Who farted?
  • Ben Gazy
  • Who farted?

A little before midnight last night, Slog reader Bonnie sent us this e-mail:

It's stinking up a storm in Wallingford tonight, and there's this constant suspicious fog outside that seems as though it might be connected to the smell. What gives?

A couple of hours before that, as I came home from dinner at a friend's house, I also noticed a foul smell in the fog, but I assumed it was a neighbor's stinky garbage.

But Bonnie was smelling it over in Wallingford.

It didn't stink like a tide flat—it was more zesty, like sewage or something so rotten it's starting to ferment—but just to be sure I checked the tidal charts. Nothing remarkable there.

The Puget Sound Clean Air Agency listed our air quality as good, but folks on Reddit reported foul smells from Northgate to Ballard to Lake City.

So I asked local celebrity meteorologist Cliff Mass.

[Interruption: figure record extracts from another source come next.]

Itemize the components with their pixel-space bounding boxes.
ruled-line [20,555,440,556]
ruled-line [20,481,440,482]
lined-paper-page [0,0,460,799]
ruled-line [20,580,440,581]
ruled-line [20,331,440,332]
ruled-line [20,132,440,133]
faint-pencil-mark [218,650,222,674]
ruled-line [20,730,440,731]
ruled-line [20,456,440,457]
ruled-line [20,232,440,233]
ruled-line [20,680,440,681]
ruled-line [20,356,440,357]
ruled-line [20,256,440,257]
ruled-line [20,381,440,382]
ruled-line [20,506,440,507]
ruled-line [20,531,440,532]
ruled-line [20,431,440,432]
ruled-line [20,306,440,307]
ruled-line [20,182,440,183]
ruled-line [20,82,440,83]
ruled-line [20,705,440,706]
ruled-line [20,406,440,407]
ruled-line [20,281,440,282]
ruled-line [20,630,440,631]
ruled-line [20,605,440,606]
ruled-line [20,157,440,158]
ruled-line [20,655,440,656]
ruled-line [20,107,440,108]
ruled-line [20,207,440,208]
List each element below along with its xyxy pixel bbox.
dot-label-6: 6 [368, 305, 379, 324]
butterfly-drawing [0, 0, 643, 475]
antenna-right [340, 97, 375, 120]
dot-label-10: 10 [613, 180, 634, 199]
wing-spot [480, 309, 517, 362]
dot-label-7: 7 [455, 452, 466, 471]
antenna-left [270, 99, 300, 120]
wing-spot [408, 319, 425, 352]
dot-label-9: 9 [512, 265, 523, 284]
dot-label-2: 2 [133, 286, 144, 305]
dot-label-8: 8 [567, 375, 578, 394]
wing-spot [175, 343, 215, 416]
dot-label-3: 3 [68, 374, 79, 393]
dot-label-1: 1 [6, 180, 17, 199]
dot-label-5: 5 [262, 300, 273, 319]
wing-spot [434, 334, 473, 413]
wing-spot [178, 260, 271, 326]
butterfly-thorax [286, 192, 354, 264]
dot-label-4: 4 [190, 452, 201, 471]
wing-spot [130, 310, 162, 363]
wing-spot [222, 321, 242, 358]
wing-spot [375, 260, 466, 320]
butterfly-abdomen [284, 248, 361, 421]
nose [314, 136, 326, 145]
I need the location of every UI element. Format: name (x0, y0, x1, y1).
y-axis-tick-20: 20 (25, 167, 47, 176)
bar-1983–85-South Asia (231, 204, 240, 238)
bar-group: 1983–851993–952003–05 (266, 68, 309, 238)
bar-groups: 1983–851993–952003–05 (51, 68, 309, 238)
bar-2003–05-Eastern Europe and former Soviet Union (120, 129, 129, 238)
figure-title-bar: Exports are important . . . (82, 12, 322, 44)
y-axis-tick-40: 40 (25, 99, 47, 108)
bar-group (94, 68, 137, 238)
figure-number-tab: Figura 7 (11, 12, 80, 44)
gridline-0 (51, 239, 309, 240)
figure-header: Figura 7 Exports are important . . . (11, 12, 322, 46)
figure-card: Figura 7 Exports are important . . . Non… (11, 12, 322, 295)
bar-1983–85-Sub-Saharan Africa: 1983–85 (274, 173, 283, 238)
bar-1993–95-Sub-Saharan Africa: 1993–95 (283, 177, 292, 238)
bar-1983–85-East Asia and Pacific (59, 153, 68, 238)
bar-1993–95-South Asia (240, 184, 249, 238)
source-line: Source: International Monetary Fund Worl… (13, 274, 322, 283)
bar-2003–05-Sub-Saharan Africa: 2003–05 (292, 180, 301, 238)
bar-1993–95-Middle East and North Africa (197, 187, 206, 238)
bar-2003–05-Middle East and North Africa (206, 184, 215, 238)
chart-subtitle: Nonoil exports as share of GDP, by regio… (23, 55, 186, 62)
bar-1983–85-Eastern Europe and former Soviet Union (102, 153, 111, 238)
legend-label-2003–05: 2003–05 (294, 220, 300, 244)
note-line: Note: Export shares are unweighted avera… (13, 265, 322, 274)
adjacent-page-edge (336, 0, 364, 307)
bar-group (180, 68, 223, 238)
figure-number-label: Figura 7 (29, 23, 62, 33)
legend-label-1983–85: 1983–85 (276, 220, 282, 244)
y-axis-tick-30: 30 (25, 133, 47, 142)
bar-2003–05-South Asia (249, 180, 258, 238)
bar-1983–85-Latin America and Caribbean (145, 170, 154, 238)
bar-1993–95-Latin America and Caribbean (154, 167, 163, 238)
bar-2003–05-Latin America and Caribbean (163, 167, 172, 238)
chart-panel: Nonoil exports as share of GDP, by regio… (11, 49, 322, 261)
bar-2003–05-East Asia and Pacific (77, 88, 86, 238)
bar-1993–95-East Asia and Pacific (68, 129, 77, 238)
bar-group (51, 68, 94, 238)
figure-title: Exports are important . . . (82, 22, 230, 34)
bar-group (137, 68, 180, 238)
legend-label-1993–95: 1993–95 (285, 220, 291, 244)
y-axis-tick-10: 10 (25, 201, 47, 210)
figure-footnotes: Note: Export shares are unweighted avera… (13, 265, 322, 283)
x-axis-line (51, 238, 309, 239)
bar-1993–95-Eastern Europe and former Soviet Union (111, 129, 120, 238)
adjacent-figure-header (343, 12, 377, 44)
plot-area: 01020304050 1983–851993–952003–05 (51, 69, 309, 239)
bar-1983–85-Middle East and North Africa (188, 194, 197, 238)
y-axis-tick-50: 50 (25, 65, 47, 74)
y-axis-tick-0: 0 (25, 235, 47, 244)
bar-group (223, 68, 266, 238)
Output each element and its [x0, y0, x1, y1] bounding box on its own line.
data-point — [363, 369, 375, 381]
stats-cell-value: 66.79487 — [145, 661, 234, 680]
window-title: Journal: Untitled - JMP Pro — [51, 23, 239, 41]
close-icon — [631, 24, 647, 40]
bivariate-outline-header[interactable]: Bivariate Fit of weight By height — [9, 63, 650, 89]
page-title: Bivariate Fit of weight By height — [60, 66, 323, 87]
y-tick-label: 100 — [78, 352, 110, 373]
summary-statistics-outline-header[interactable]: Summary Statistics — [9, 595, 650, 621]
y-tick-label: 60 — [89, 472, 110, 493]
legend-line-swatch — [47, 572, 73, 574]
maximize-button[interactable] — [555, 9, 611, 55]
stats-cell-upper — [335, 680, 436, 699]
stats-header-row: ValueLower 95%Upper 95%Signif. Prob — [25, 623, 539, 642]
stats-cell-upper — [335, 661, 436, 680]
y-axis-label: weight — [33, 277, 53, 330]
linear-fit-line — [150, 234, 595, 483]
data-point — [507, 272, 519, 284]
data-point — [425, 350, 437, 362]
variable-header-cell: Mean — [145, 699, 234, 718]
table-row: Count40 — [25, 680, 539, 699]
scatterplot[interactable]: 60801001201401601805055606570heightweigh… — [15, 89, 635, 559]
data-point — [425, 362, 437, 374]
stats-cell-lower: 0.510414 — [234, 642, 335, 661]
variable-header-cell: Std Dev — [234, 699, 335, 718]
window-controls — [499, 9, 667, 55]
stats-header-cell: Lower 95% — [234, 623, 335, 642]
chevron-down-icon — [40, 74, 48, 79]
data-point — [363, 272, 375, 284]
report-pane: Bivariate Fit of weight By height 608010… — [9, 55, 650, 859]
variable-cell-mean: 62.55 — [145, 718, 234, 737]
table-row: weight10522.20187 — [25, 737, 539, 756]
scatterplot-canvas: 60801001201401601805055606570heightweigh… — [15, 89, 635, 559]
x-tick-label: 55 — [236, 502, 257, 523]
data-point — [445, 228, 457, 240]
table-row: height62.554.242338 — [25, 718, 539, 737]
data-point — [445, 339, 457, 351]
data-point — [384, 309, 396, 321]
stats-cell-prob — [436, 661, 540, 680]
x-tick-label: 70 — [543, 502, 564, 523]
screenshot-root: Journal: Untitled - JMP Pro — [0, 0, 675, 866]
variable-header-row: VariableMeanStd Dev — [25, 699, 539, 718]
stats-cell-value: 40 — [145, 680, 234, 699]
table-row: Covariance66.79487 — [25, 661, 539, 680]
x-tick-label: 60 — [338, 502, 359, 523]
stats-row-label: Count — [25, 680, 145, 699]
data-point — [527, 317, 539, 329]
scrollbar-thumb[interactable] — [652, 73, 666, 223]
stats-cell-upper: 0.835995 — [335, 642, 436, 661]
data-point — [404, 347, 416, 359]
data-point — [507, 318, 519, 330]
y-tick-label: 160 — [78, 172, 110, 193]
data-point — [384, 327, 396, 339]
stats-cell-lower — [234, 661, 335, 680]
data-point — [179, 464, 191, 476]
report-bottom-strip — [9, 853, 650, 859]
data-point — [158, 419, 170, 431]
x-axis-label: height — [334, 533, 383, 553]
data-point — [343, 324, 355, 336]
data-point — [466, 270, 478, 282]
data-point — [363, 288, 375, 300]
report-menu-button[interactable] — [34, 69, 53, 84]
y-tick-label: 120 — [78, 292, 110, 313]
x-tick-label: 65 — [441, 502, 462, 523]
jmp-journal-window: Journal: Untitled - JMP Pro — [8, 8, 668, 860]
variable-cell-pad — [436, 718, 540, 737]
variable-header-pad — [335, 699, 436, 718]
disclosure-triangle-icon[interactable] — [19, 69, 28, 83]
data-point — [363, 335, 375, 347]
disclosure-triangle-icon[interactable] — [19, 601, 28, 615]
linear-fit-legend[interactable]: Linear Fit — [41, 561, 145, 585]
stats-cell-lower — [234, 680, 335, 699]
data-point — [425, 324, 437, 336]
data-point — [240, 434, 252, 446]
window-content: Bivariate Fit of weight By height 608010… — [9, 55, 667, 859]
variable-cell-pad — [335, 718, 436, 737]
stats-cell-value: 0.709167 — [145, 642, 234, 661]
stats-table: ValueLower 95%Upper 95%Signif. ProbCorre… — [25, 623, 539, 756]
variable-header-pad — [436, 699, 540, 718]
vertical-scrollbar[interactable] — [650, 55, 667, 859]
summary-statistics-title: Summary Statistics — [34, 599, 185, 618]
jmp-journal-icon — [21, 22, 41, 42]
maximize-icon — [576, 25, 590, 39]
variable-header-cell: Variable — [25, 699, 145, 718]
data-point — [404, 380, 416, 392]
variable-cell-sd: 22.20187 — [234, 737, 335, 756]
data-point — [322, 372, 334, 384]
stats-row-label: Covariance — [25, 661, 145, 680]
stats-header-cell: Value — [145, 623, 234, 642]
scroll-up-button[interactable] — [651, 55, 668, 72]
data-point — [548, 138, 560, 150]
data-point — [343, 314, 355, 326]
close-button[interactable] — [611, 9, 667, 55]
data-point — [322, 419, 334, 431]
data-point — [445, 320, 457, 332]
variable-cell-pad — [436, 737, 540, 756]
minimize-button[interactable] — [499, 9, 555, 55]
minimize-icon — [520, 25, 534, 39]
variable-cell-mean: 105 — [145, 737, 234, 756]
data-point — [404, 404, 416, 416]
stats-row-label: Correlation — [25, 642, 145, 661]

"We now have a very strong inversion over the city, which is capping a thin layer of cold, foggy air," Mass wrote in an e-mail. "Inversions act as atmospheric lids. Winds are very weak. Between the inversion and weak winds, there is very little mixing, so pollutants (and smells) are trapped. So I suspect you are smelling your neighbors' garbage and others are smelling some of the sewer smells that normally are mixed out."

Bonnie's hunch was right—the heavy fog and the heavy stink were linked.